Step 3: Every filling for fixed starting position $i$ corresponds to a sequence of $i-1$ $L$ moves and $n-i$ $R$ moves. - VALID.

This follows from the interval property. Each step enlarges the interval at one of the two ends.

Step 4: Every sequence of $i-1$ $L$s and $n-i$ $R$s gives a valid filling. - VALID.

Checked carefully: at each stage, there is always at least one square available at the intended end. No sequence can run out of available squares prematurely.

Step 5: The correspondence between fillings and $L/R$-sequences is bijective. - VALID.

Injectivity: sequence is uniquely determined by the filling.

Surjectivity: Step 4 ensures every such sequence produces a filling.

Step 6: Number of fillings for fixed $i$ is $\binom{n-1}{i-1}$. - VALID.

Choosing the positions of the $i-1$ left expansions among $n-1$ steps is correct combinatorics.

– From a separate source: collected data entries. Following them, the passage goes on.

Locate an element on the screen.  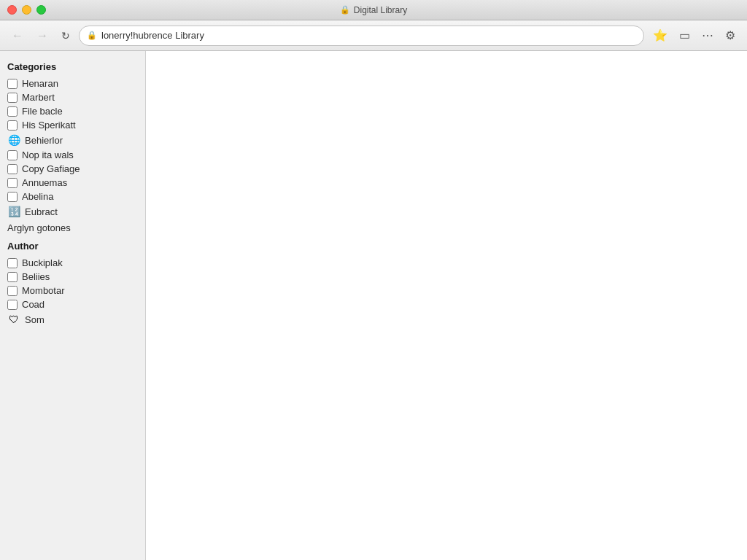
filter-item-coad: Coad is located at coordinates (73, 305).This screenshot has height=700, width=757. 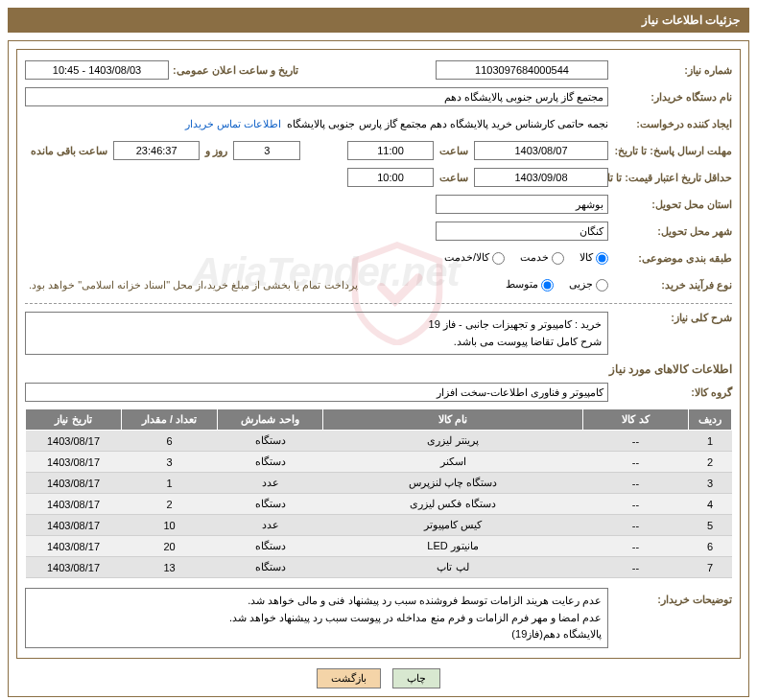 What do you see at coordinates (170, 420) in the screenshot?
I see `th-qty: تعداد / مقدار` at bounding box center [170, 420].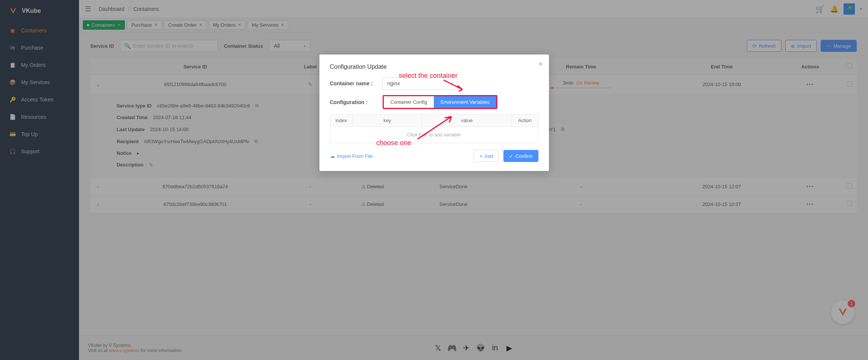 Image resolution: width=868 pixels, height=360 pixels. What do you see at coordinates (333, 156) in the screenshot?
I see `cloud-upload-icon: ☁` at bounding box center [333, 156].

Step 7: Total number of fillings is $\sum_{i=1}^{n} \binom{n-1}{i-1} = 2^{n-1}$. - VALID.

Direct application of the binomial theorem.

Step 8: Verification for small $n$ and generalization. - VALID.

Formula matches manually computed values for $n=1,2,3,4$, and argument applies for all $n\ge 1$.

Step 9: Alternative arguments (backward construction, time of left expansions). - VALID.

These provide independent confirmation of the count and strengthen the solution.

Completeness Check

All implicit assumptions are justified:

  • Interval property: proved by induction.
  • Bijection: both injectivity and surjectivity argued carefully.
  • Counting: uses standard combinatorial reasoning.
  • Edge cases ($n=1,2$) handled.
  • No unhandled cases remain.

The final conclusion follows directly from the established lemmas and combinatorial count.

Summary

The proposed solution is thorough, mathematically rigorous, and free of gaps. The bijection argument, counting, and verification steps fully justify the answer.

VERDICT: PASS - the solution is complete and all steps are correctly justified.